Entries taken from a collection:
◆ ◆ ◆ ◆
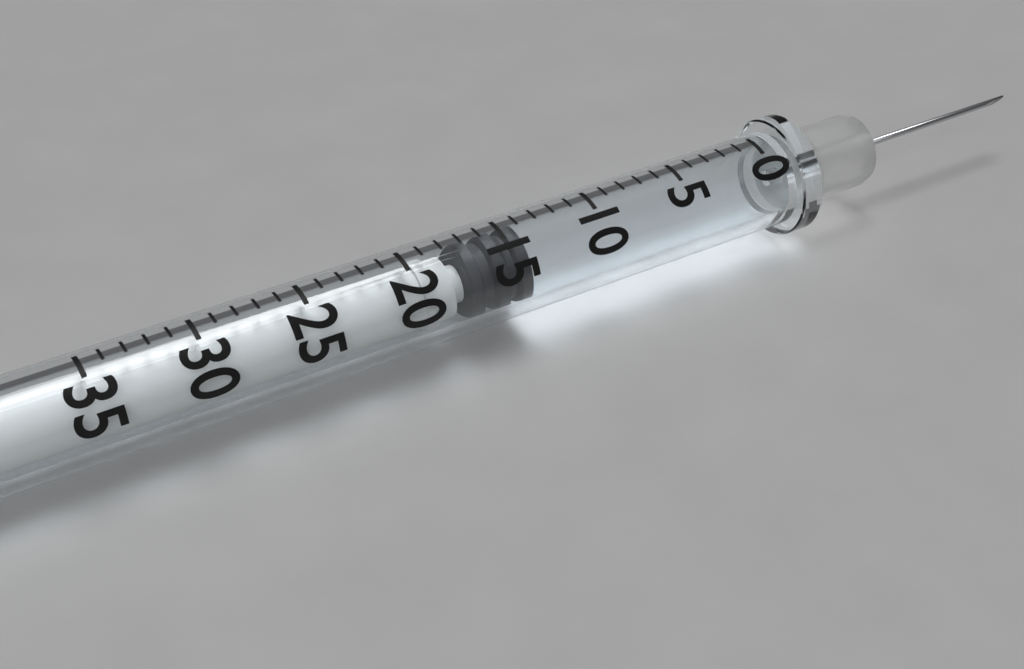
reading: 14 (no unit)
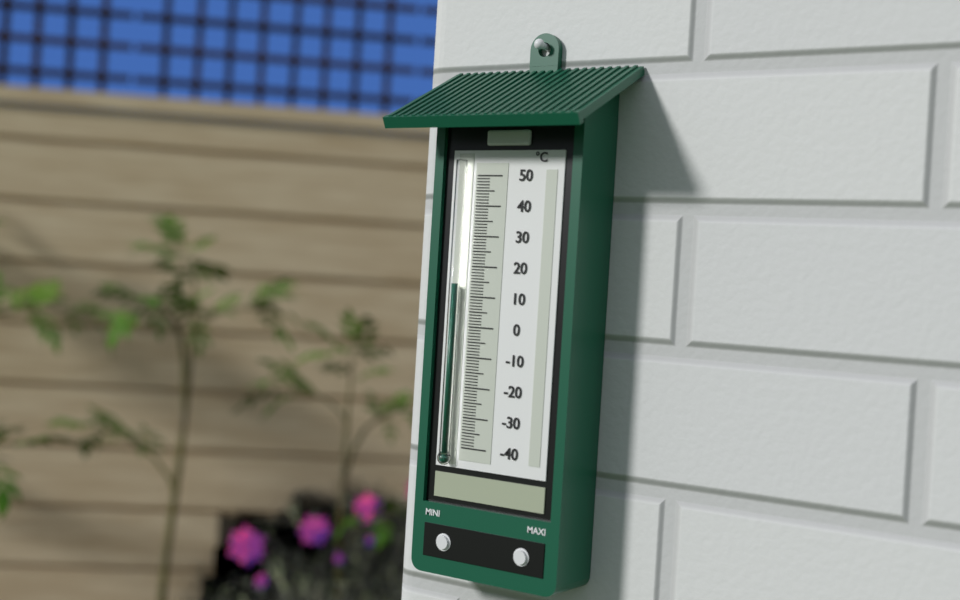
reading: 14 °C
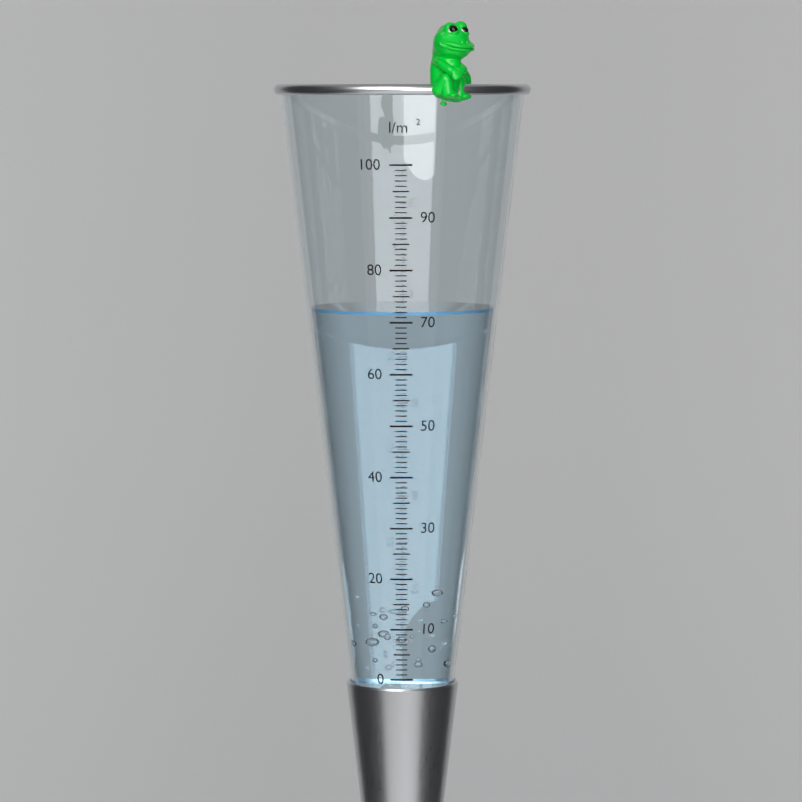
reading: 72 l/m²
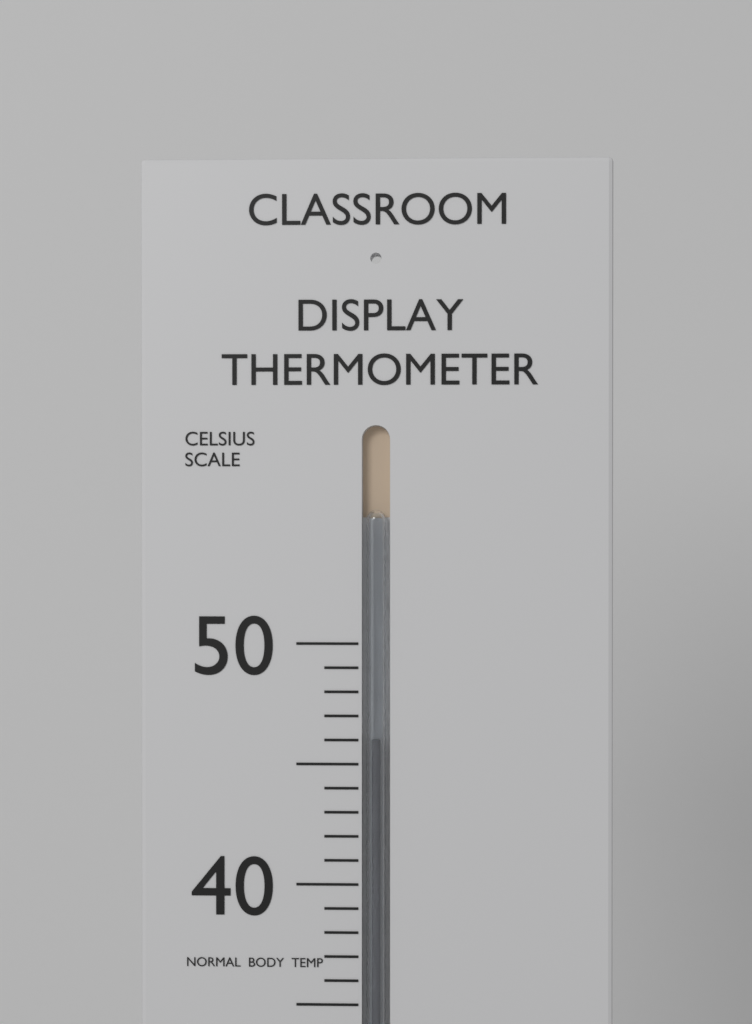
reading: 46 °C
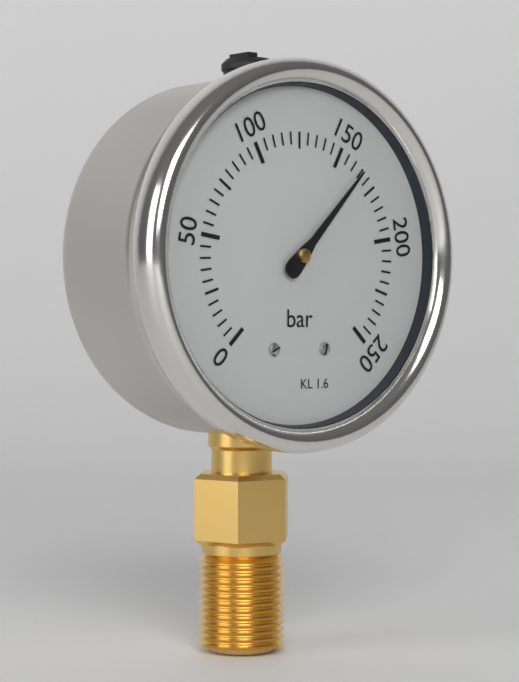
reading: 165 bar
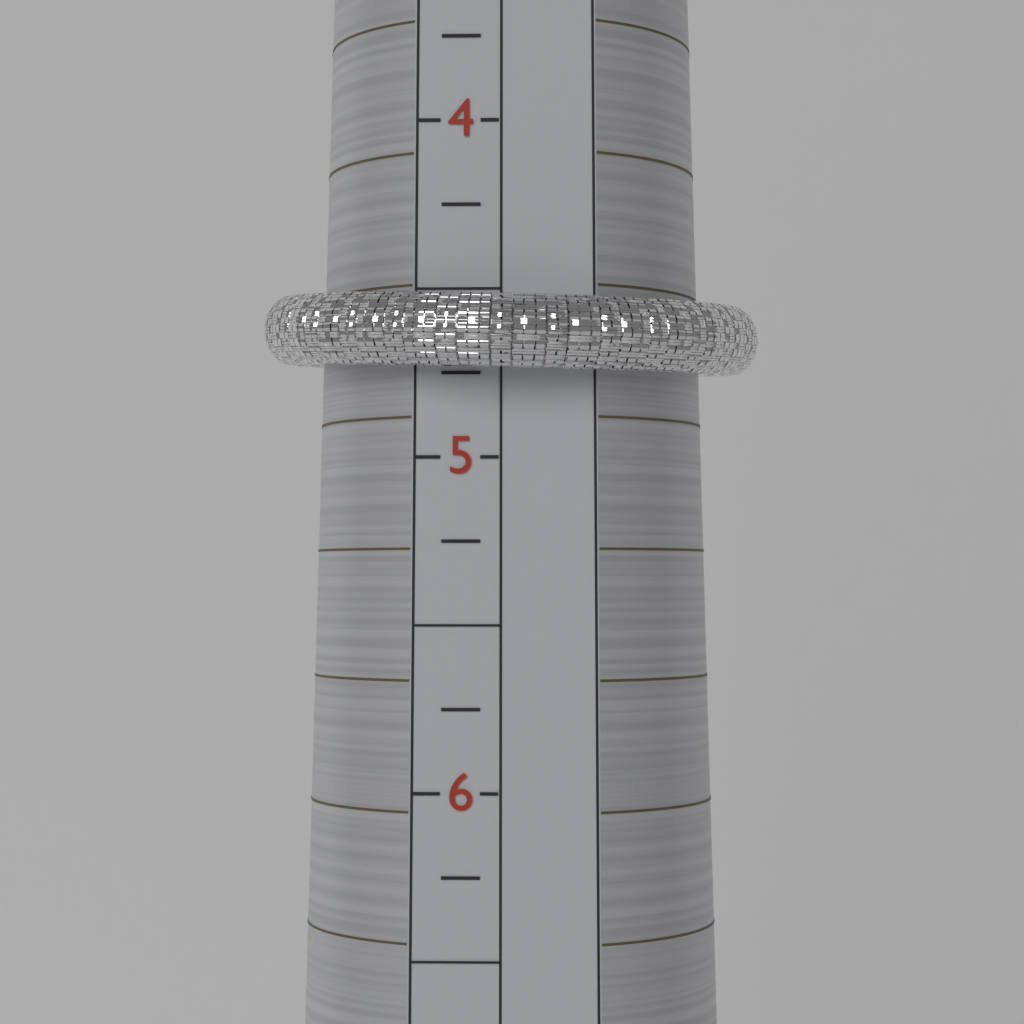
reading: 4.75 (no unit)
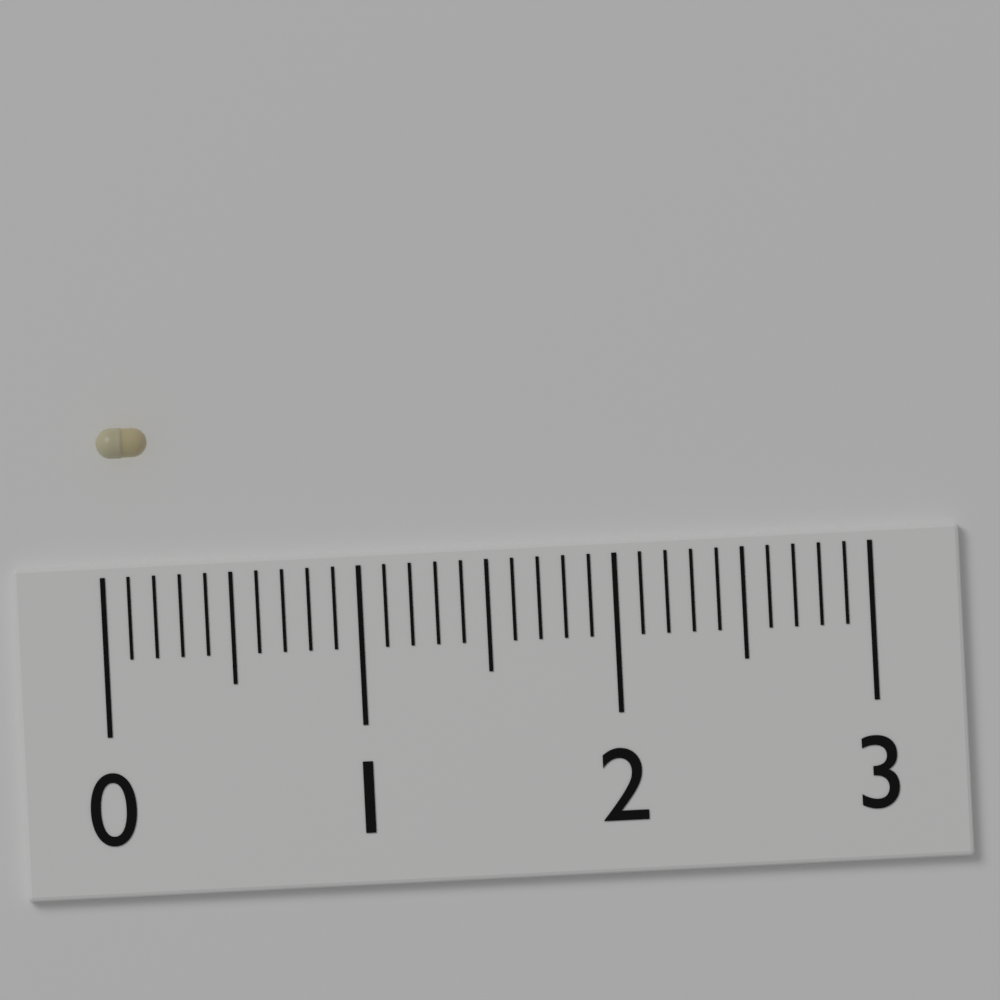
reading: 0.2 (no unit)
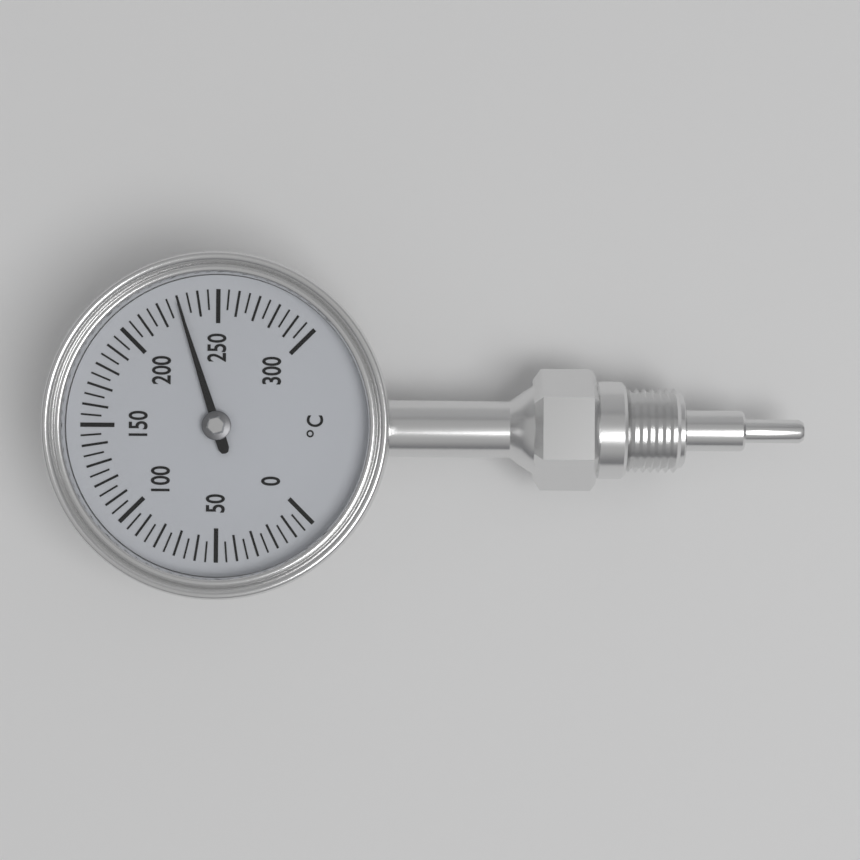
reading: 230 °C
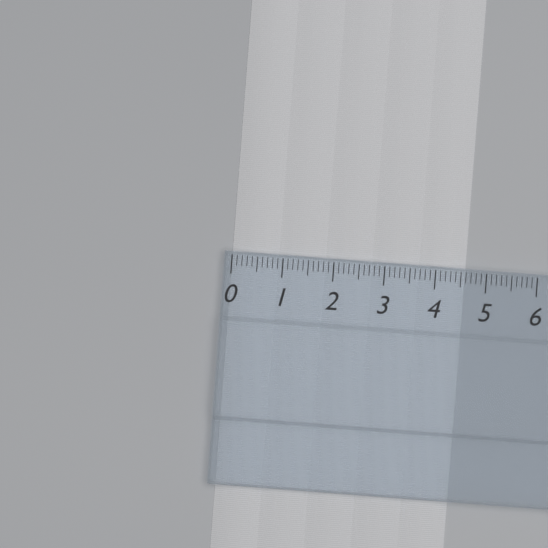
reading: 4.6 (no unit)
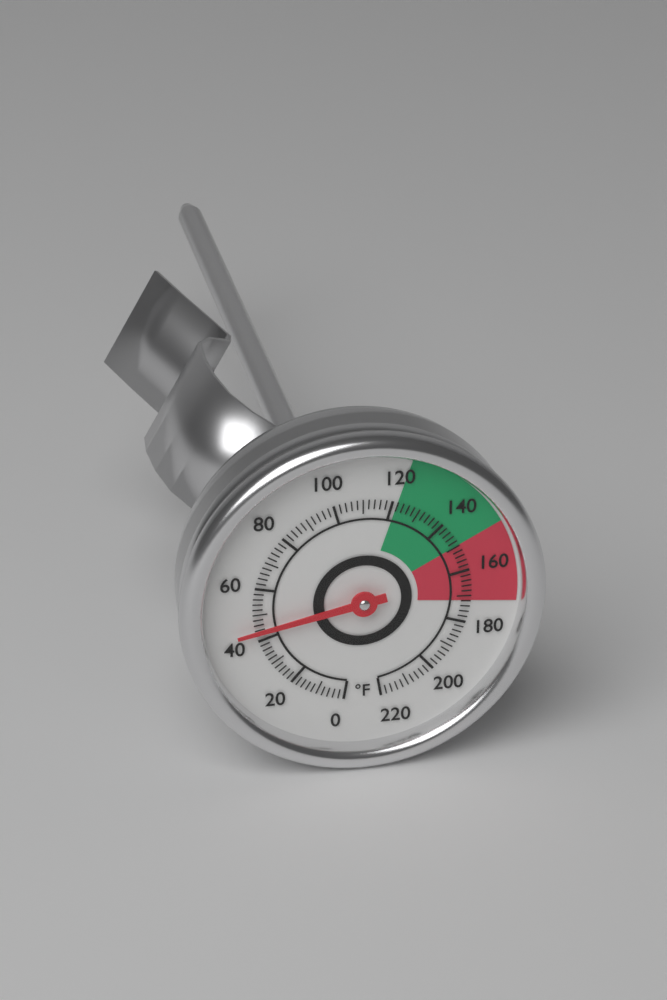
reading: 44 °F
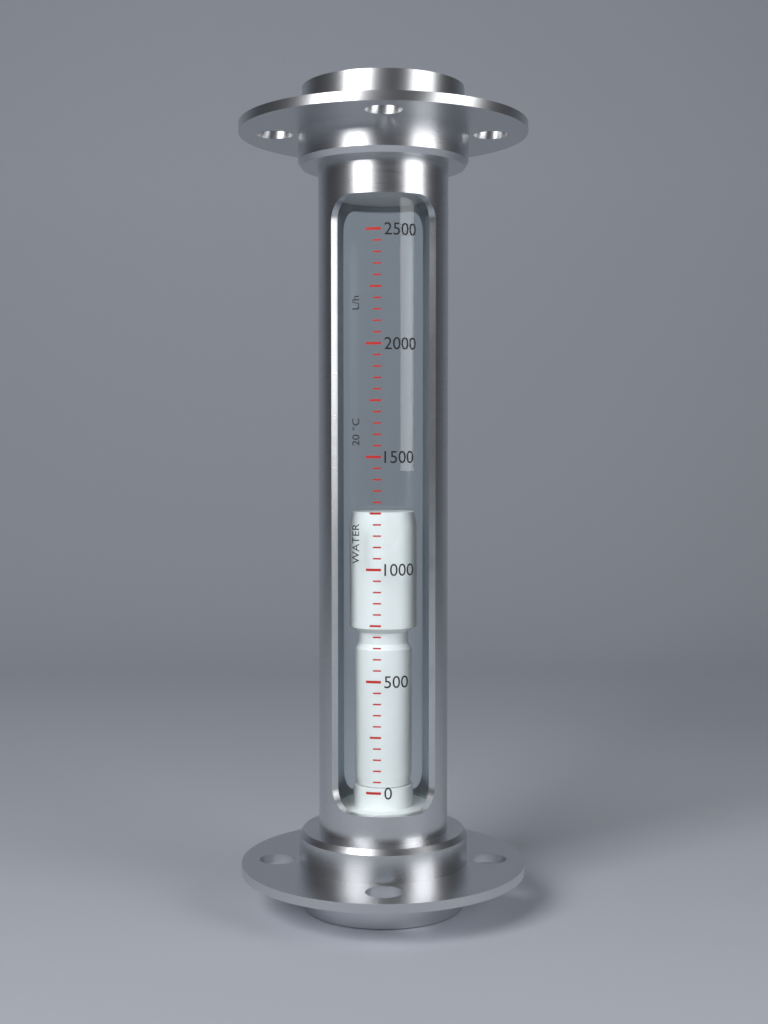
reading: 1250 L/h
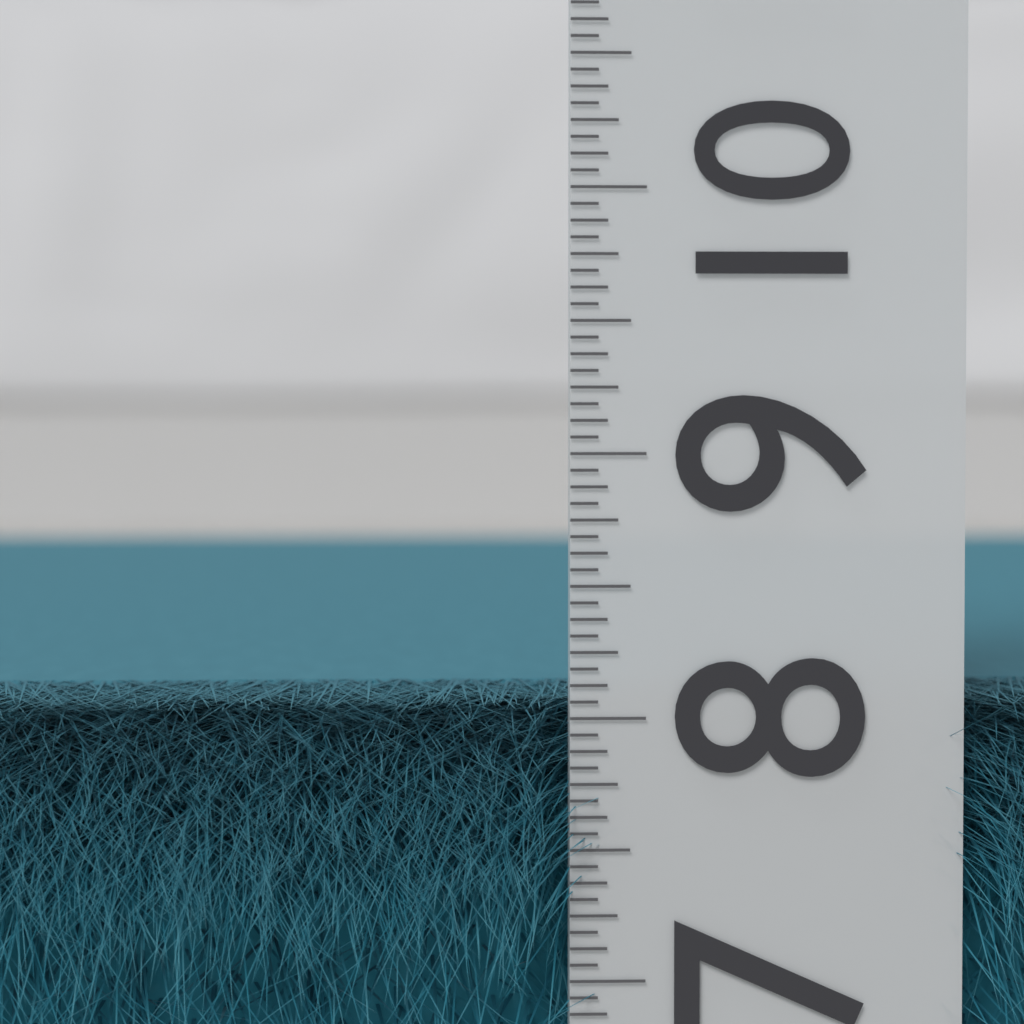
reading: 8.0625 (no unit)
◆ ◆ ◆ ◆
■ TASK GOAL ■
Filter the data for the string "unit" and copy every line that has it.

■ FINAL ANSWER ■
reading: 14 (no unit)
reading: 4.75 (no unit)
reading: 0.2 (no unit)
reading: 4.6 (no unit)
reading: 8.0625 (no unit)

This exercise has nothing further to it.